Oct
LUCS seminar: 2023-10-20@10:15: Gabriel Vogel: Exploring the neurocognitive mechanisms of confabulatory introspection with choice blindness
Gabriel Vogel final seminar.
Opponent: Linnea Karlsson Wirebring, Umeå University
Abstract:
What do we know of the reasons behind our choices? What neurocognitive mechanisms subserve our introspective reports? The goal of this thesis is to advance our understanding of introspection by studying when it fails, without us being aware of it. To do so, we used the choice blindness paradigm. Choice blindness is a surprising phenomenon in which people fail to detect mismatch between their intention and outcome and spontaneously confabulate reasons why they chose things they never chose. Very little is known about the neurocognitive underpinnings of choice blindness, including the detection of manipulation, confabulation, and preference change. Our contribution consists in making this phenomenon less puzzling, by dissecting its neurocognitive basis. This involved building a first framework of false feedback detection in choice blindness, investigating the monitoring mechanisms and reasoning processes allowing us to keep track of our intentions and consequences in the world (sense of agency), which typically fail in choice blindness. In addition, by studying how our brain spontaneously integrate false information about one’s choice through confabulation and post hoc rationalization, we underlie the deeply interpretative nature of introspection and self-knowledge (which has often escaped our intuitive understanding of ourselves). We also review the state of the art on interpretative models of introspection, highlight gaps in the literature, and formulate new research tracks.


■ **Problem details**
Pictures do not belong in the copy; transcribe everything else in the records exactly.

■ **Task input**
Start of Block

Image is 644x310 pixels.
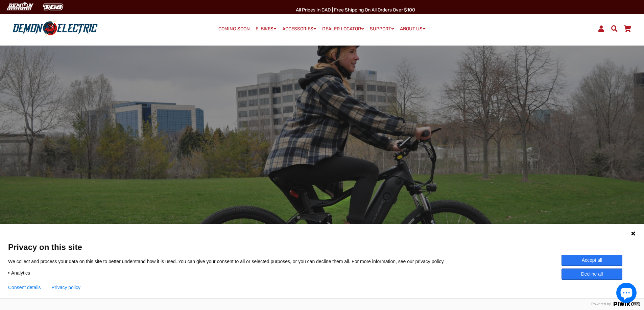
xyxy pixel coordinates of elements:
[39,1,67,13] img: TGB Canada
[280,24,319,34] a: ACCESSORIES
[4,1,36,13] img: Demon Electric
[614,283,638,304] inbox-online-store-chat: Shopify online store chat
[561,255,622,266] button: Accept all
[397,24,428,34] a: ABOUT US
[320,24,366,34] a: DEALER LOCATOR
[52,285,81,290] a: Privacy policy
[8,285,41,290] button: Consent details
[10,20,100,38] img: Demon Electric logo
[367,24,397,34] a: SUPPORT
[561,269,622,280] button: Decline all
[11,270,30,276] span: Analytics
[8,258,455,265] p: We collect and process your data on this site to better understand how it is used. You can give y...
[589,302,613,307] span: Powered by
[296,7,415,13] span: All Prices in CAD | Free shipping on all orders over $100
[253,24,279,34] a: E-BIKES
[8,242,636,252] span: Privacy on this site
[216,24,252,34] a: COMING SOON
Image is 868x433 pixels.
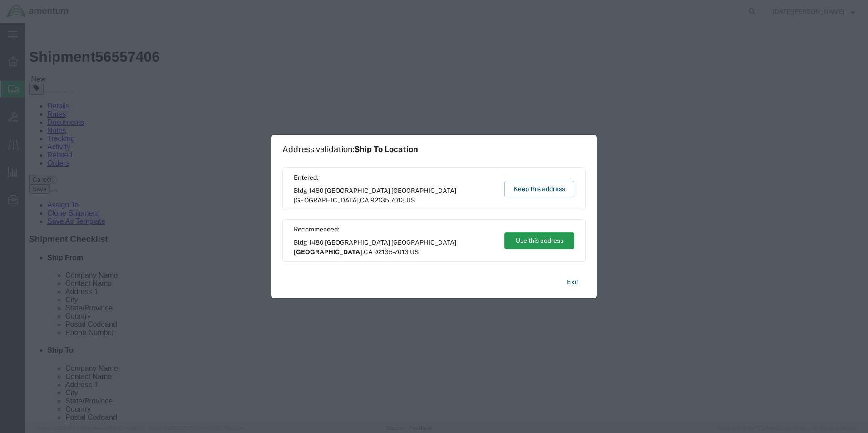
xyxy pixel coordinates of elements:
h1: Address validation: [282,144,418,154]
span: Bldg 1480 [GEOGRAPHIC_DATA] [GEOGRAPHIC_DATA] , [294,238,496,257]
button: Exit [560,274,586,290]
span: Bldg 1480 [GEOGRAPHIC_DATA] [GEOGRAPHIC_DATA] , [294,186,496,205]
button: Keep this address [505,181,574,197]
span: Recommended: [294,225,496,234]
span: US [407,197,415,204]
span: CA [364,249,373,255]
span: CA [360,197,369,204]
span: 92135-7013 [375,249,409,255]
span: US [410,249,419,255]
span: [GEOGRAPHIC_DATA] [294,249,362,255]
span: Entered: [294,173,496,182]
span: 92135-7013 [371,197,405,204]
span: [GEOGRAPHIC_DATA] [294,197,358,204]
button: Use this address [505,233,574,249]
span: Ship To Location [354,144,418,154]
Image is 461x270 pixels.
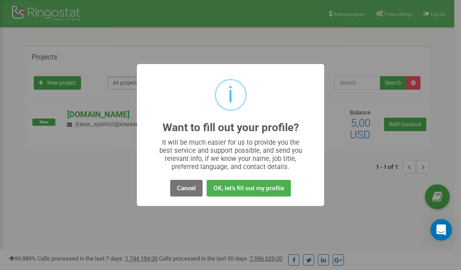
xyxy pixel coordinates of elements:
[207,180,291,196] button: OK, let's fill out my profile
[430,219,452,240] div: Open Intercom Messenger
[162,122,299,134] h2: Want to fill out your profile?
[155,138,306,171] div: It will be much easier for us to provide you the best service and support possible, and send you ...
[170,180,203,196] button: Cancel
[228,80,233,109] div: i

End of Block

■ **Task solution**
Image is 644x310 pixels.
xyxy pixel coordinates of elements:
[39,1,67,13] img: TGB Canada
[280,24,319,34] a: ACCESSORIES
[4,1,36,13] img: Demon Electric
[614,283,638,304] inbox-online-store-chat: Shopify online store chat
[561,255,622,266] button: Accept all
[397,24,428,34] a: ABOUT US
[320,24,366,34] a: DEALER LOCATOR
[52,285,81,290] a: Privacy policy
[8,285,41,290] button: Consent details
[10,20,100,38] img: Demon Electric logo
[367,24,397,34] a: SUPPORT
[561,269,622,280] button: Decline all
[11,270,30,276] span: Analytics
[8,258,455,265] p: We collect and process your data on this site to better understand how it is used. You can give y...
[589,302,613,307] span: Powered by
[296,7,415,13] span: All Prices in CAD | Free shipping on all orders over $100
[253,24,279,34] a: E-BIKES
[8,242,636,252] span: Privacy on this site
[216,24,252,34] a: COMING SOON
Image is 868x433 pixels.
xyxy pixel coordinates of elements:
h1: Address validation: [282,144,418,154]
span: Bldg 1480 [GEOGRAPHIC_DATA] [GEOGRAPHIC_DATA] , [294,238,496,257]
button: Exit [560,274,586,290]
span: Bldg 1480 [GEOGRAPHIC_DATA] [GEOGRAPHIC_DATA] , [294,186,496,205]
button: Keep this address [505,181,574,197]
span: Recommended: [294,225,496,234]
span: US [407,197,415,204]
span: CA [364,249,373,255]
span: CA [360,197,369,204]
span: 92135-7013 [375,249,409,255]
span: US [410,249,419,255]
span: [GEOGRAPHIC_DATA] [294,249,362,255]
span: Entered: [294,173,496,182]
span: 92135-7013 [371,197,405,204]
span: [GEOGRAPHIC_DATA] [294,197,358,204]
button: Use this address [505,233,574,249]
span: Ship To Location [354,144,418,154]
Image is 461x270 pixels.
xyxy pixel coordinates of elements:
[207,180,291,196] button: OK, let's fill out my profile
[430,219,452,240] div: Open Intercom Messenger
[162,122,299,134] h2: Want to fill out your profile?
[155,138,306,171] div: It will be much easier for us to provide you the best service and support possible, and send you ...
[170,180,203,196] button: Cancel
[228,80,233,109] div: i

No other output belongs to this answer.